IB Program is split up into two parts: Primary year program (PYP) for the students aged 3 to 12 and then there is a Middle year program (MYP) which is for the students aged 13 to 17.
Technically it’s permitted for students, if he/she wants to join the MYP later in their life, regardless of the Educational Board where they come from. But this change might turn out to be an uneven ride because:
1. IB programs is laborious compared to other board programs since they extend to a broad variety of subject matter which are not generally included in CBSE or other board schools. So, a student coming from a CBSE background often found these programs to be more difficult as they must put in a plenty of endeavors to handle with them.
2. The method of teaching that IB utilizes for their students is way different from the methods used in other board programs. Generally, it has been seen that CBSE students are persistant to stuff their syllabus, which is the definite opposite of what IB school students are used to.
But these shortcomings can easily be conquered by registering your child in a PYP program as early as possible.
Subjects in the Primary Years Program (PYP) are:
1. Language
2. Social Studies
3. Mathematics
4. Science and Technology
5. Arts
6. Personal, Social and Physical education
The IB Diploma is most successful a “university preparation program”, in that it teaches you skills and methods of learning that will prepare you to perform better at a tertiary education level.
After two years of practice, it’s fair to say that you will have grasped basic skills such as university style report and essay writing, source commending, and how to run self-supporting research.
So when you get to university and your first assignment is a 4,000-word research report complete with academic references, this won’t come as a shock because you’ve been there, done that in the Extended Essay (EE) component of the IB.
While other students are looking up for reference guides and working out how to form such a long essay, you’ll be on your body paragraph, keeping up with source excerpt as you go.
More in general, you’ll be an expert at time management and self-study.
The IB’s heavy assigned work stresses you to get into good learning habits and work on ways to better manage your time, and these are necessarily key skills for university, where you’ll be in charge of your own learning.
Many students begin university being in a difficult situation and have a hard time getting habituated to the great leap, but not IB students! IB subjects specially the higher level ones) are equal with first year university content, which will also make your change simpler.
In the IB, you are not approved on your potential to remember facts and theories (which could be said for other curriculums), but rather your capability to interpret how facts are introduced and how theories are applied.
Not only this, but you will have learned how to think in depth. That is, how to perceive things from other prospect and not to cloud judgment with predetermined ideas and faiths. The philosophy-based component of the course, Theory of Knowledge (TOK), will train you to think outside the box and evolve a probing mind.
This elaborate thinking is compulsory for university, where you’ll be wide open to many distinct concepts, opinions, and people.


(Task to carry out) Every line containing "name" should be copied out. Go through the entries and find them.

(Stored data)
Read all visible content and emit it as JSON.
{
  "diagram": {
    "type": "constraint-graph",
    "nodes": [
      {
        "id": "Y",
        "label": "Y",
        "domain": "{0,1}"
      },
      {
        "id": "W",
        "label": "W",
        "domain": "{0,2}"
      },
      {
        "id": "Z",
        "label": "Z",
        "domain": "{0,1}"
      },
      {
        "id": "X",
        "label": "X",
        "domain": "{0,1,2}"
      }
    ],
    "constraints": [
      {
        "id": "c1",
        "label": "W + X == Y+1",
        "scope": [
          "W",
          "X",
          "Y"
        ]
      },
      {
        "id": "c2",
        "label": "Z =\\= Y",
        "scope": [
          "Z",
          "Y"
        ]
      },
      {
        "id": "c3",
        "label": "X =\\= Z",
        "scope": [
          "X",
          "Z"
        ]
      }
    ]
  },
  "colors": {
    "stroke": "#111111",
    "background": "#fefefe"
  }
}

---

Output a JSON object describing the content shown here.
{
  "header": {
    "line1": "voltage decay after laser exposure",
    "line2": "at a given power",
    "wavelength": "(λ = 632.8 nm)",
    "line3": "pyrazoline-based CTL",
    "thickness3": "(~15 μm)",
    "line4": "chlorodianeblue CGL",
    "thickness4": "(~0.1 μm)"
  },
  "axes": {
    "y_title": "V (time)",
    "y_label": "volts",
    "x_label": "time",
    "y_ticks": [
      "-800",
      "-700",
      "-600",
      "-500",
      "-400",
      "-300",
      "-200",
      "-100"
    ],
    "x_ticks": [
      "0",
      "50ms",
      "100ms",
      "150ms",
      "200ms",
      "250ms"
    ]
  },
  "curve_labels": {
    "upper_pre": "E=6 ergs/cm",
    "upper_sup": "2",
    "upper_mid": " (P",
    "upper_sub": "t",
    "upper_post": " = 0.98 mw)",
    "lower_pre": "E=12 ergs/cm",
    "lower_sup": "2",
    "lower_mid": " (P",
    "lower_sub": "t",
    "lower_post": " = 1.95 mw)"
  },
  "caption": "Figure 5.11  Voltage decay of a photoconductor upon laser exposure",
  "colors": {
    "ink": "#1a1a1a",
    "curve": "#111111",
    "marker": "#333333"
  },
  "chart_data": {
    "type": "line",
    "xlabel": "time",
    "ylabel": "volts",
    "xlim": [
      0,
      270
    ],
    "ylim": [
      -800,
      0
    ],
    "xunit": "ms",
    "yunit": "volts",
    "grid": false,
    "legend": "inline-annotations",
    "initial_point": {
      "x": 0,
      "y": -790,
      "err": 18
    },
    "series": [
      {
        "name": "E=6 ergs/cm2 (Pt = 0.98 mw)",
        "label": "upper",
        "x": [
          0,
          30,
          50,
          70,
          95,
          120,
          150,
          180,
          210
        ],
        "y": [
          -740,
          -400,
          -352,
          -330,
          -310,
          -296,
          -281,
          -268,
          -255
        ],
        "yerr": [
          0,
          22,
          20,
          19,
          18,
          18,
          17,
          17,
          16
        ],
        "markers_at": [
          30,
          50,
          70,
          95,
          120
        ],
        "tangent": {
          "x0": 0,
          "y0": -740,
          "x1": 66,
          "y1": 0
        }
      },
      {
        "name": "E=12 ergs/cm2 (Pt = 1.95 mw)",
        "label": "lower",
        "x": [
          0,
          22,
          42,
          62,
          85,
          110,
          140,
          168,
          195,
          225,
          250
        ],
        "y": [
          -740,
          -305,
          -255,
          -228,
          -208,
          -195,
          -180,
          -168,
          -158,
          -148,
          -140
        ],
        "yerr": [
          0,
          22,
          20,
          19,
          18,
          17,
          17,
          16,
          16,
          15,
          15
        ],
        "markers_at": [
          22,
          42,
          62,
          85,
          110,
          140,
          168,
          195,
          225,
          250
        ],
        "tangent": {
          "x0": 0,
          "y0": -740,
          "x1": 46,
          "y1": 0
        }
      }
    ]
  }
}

(Task answer)
        "name": "E=6 ergs/cm2 (Pt = 0.98 mw)",
        "name": "E=12 ergs/cm2 (Pt = 1.95 mw)",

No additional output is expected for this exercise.